In an interview with Forbes’  staff in October, Levandowski “went out of his way to say that his current project was not built on the intellectual property of anything he had worked on at Google,” Ryan Mac, Brian Solomon and Alan Ohnsman report.

“We did not steal any Google IP,” he said at the time. “Just want to make sure, super clear on that. We built everything from scratch and we have all of the logs to make that — just to be super clear.”

When asked how Otto/Uber could put together its own self-driving technology in less than a year, he told Forbes it was his fourth time around the track. 

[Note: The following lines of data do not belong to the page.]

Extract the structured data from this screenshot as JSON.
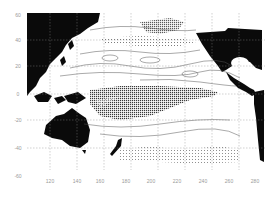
{
  "figure": {
    "type": "contour map",
    "region": "Pacific Ocean",
    "x_axis": {
      "unit": "degrees longitude (E)",
      "ticks": [
        "120",
        "140",
        "160",
        "180",
        "200",
        "220",
        "240",
        "260",
        "280"
      ]
    },
    "y_axis": {
      "unit": "degrees latitude",
      "ticks": [
        "60",
        "40",
        "20",
        "0",
        "-20",
        "-40",
        "-60"
      ]
    },
    "features": {
      "landmasses": [
        "Asia",
        "Australia",
        "New Zealand",
        "North America",
        "Central America",
        "South America"
      ],
      "shading": "dense contour band along the equatorial Pacific (~0 to -20 lat, 150-240 E) and a secondary band in the North Pacific (~40-50 N)"
    },
    "colors": {
      "land": "#0a0a0a",
      "ocean": "#ffffff",
      "contour": "#555555",
      "tick_text": "#9a9a9a"
    }
  }
}
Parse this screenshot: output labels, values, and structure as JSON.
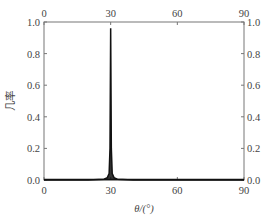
{
  "chart_data": {
    "type": "line",
    "title": "",
    "xlabel": "θ/(°)",
    "ylabel": "几率",
    "xlim": [
      0,
      90
    ],
    "ylim": [
      0.0,
      1.0
    ],
    "grid": false,
    "legend": null,
    "x_ticks": [
      0,
      30,
      60,
      90
    ],
    "x_tick_labels": [
      "0",
      "30",
      "60",
      "90"
    ],
    "y_ticks": [
      0.0,
      0.2,
      0.4,
      0.6,
      0.8,
      1.0
    ],
    "y_tick_labels": [
      "0.0",
      "0.2",
      "0.4",
      "0.6",
      "0.8",
      "1.0"
    ],
    "mirrored_axes": {
      "top_x": true,
      "right_y": true
    },
    "series": [
      {
        "name": "probability",
        "color": "#111111",
        "peak": {
          "x": 30,
          "y": 0.96
        },
        "x": [
          0,
          20,
          27,
          28.5,
          29.3,
          29.7,
          30,
          30.3,
          30.7,
          31.5,
          33,
          40,
          60,
          90
        ],
        "y": [
          0.0,
          0.0,
          0.005,
          0.015,
          0.04,
          0.2,
          0.96,
          0.2,
          0.04,
          0.015,
          0.005,
          0.0,
          0.0,
          0.0
        ]
      }
    ]
  }
}
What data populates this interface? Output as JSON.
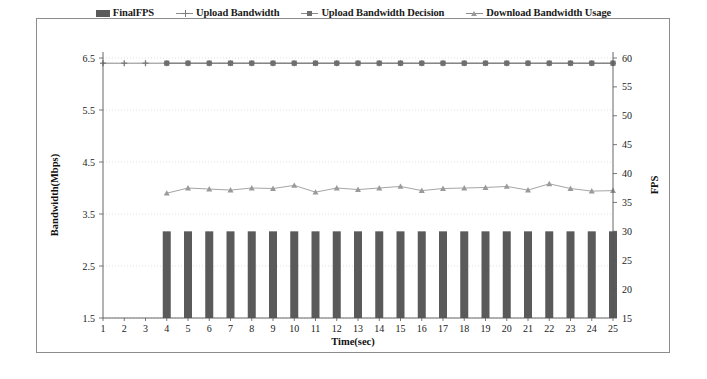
{
  "legend": {
    "items": [
      {
        "label": "FinalFPS",
        "marker": "bar-swatch-icon",
        "color": "#5a5a5a"
      },
      {
        "label": "Upload Bandwidth",
        "marker": "plus-marker-icon",
        "color": "#7a7a7a"
      },
      {
        "label": "Upload Bandwidth Decision",
        "marker": "square-marker-icon",
        "color": "#6e6e6e"
      },
      {
        "label": "Download Bandwidth Usage",
        "marker": "triangle-marker-icon",
        "color": "#9a9a9a"
      }
    ]
  },
  "axes": {
    "x_title": "Time(sec)",
    "y_left_title": "Bandwidth(Mbps)",
    "y_right_title": "FPS",
    "x_ticks": [
      "1",
      "2",
      "3",
      "4",
      "5",
      "6",
      "7",
      "8",
      "9",
      "10",
      "11",
      "12",
      "13",
      "14",
      "15",
      "16",
      "17",
      "18",
      "19",
      "20",
      "21",
      "22",
      "23",
      "24",
      "25"
    ],
    "y_left_ticks": [
      "1.5",
      "2.5",
      "3.5",
      "4.5",
      "5.5",
      "6.5"
    ],
    "y_right_ticks": [
      "15",
      "20",
      "25",
      "30",
      "35",
      "40",
      "45",
      "50",
      "55",
      "60"
    ]
  },
  "chart_data": {
    "type": "line",
    "title": "",
    "xlabel": "Time(sec)",
    "ylabel": "Bandwidth(Mbps)",
    "y2label": "FPS",
    "x": [
      1,
      2,
      3,
      4,
      5,
      6,
      7,
      8,
      9,
      10,
      11,
      12,
      13,
      14,
      15,
      16,
      17,
      18,
      19,
      20,
      21,
      22,
      23,
      24,
      25
    ],
    "ylim": [
      1.5,
      6.5
    ],
    "y2lim": [
      15,
      60
    ],
    "grid": true,
    "legend_position": "top",
    "series": [
      {
        "name": "FinalFPS",
        "type": "bar",
        "axis": "right",
        "unit": "FPS",
        "color": "#5a5a5a",
        "x": [
          4,
          5,
          6,
          7,
          8,
          9,
          10,
          11,
          12,
          13,
          14,
          15,
          16,
          17,
          18,
          19,
          20,
          21,
          22,
          23,
          24,
          25
        ],
        "values": [
          30,
          30,
          30,
          30,
          30,
          30,
          30,
          30,
          30,
          30,
          30,
          30,
          30,
          30,
          30,
          30,
          30,
          30,
          30,
          30,
          30,
          30
        ]
      },
      {
        "name": "Upload Bandwidth",
        "type": "line",
        "axis": "left",
        "unit": "Mbps",
        "marker": "plus",
        "color": "#7a7a7a",
        "x": [
          1,
          2,
          3,
          4,
          5,
          6,
          7,
          8,
          9,
          10,
          11,
          12,
          13,
          14,
          15,
          16,
          17,
          18,
          19,
          20,
          21,
          22,
          23,
          24,
          25
        ],
        "values": [
          6.4,
          6.4,
          6.4,
          6.4,
          6.4,
          6.4,
          6.4,
          6.4,
          6.4,
          6.4,
          6.4,
          6.4,
          6.4,
          6.4,
          6.4,
          6.4,
          6.4,
          6.4,
          6.4,
          6.4,
          6.4,
          6.4,
          6.4,
          6.4,
          6.4
        ]
      },
      {
        "name": "Upload Bandwidth Decision",
        "type": "line",
        "axis": "left",
        "unit": "Mbps",
        "marker": "square",
        "color": "#6e6e6e",
        "x": [
          4,
          5,
          6,
          7,
          8,
          9,
          10,
          11,
          12,
          13,
          14,
          15,
          16,
          17,
          18,
          19,
          20,
          21,
          22,
          23,
          24,
          25
        ],
        "values": [
          6.4,
          6.4,
          6.4,
          6.4,
          6.4,
          6.4,
          6.4,
          6.4,
          6.4,
          6.4,
          6.4,
          6.4,
          6.4,
          6.4,
          6.4,
          6.4,
          6.4,
          6.4,
          6.4,
          6.4,
          6.4,
          6.4
        ]
      },
      {
        "name": "Download Bandwidth Usage",
        "type": "line",
        "axis": "left",
        "unit": "Mbps",
        "marker": "triangle",
        "color": "#9a9a9a",
        "x": [
          4,
          5,
          6,
          7,
          8,
          9,
          10,
          11,
          12,
          13,
          14,
          15,
          16,
          17,
          18,
          19,
          20,
          21,
          22,
          23,
          24,
          25
        ],
        "values": [
          3.9,
          4.0,
          3.98,
          3.96,
          4.0,
          3.99,
          4.05,
          3.92,
          4.0,
          3.97,
          4.0,
          4.03,
          3.95,
          3.99,
          4.0,
          4.01,
          4.03,
          3.96,
          4.08,
          3.99,
          3.94,
          3.95
        ]
      }
    ]
  }
}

“We understand what not to do and we’re not to waste time, because we have experience from having tried it before and it didn’t work. And we have experience trying things that do work, so we’re just doing the things that do work, and focus on that,” Levandowski said.

He was not as effusive yesterday — in fact, he did not return Forbes’ reporters calls or emails requesting comment.

“We take the allegations made against Otto and Uber employees seriously and we will review this matter carefully,” Uber replied in an email sent to several media outlets.

“The case might only be the beginning of Uber’s struggles,” Alex Davies writes in Wired.

“I would be very surprised if there wasn’t a full criminal investigation behind this,” Chris Swecker, a former assistant FBI director and now an attorney specializing in corporate espionage and cybercrime, tells Davies.

The San Francisco Chronicle’sDavid R. Baker and Carolyn Said point out that the lawsuit comes “just weeks after Tesla sued the former head of its own autonomous-car research uniton similar accusations involving another startup.”

It also comes in a week in which Uber has been embroiled in controversy following a former software engineer’s accusations of sexual harassment in a blog post that went viral. Susan Fowler’s post “detailed a yearlong pattern of sexual harassment and discrimination that she says was met with indifference and even a blaming-the-victim response by the company's human resources department,” Rex Huppke reports for the Chicago Tribune

Earlier this week Uber “hired former U.S. Attorney General Eric Holder to investigate the claims and promised to make changes to its human resources department to better handle complaints of sexism and harassment,” Tim Higgins and Jack Nicas report in the Wall Street Journal.

Following interviews with more than 30 people, the New York Times’ Mike Isaac concludes: “The focus on pushing for the best result has also fueled what current and former Uber employees describe as a Hobbesian environment at the company, in which workers are sometimes pitted against one another and where a blind eye is turned to infractions from top performers.”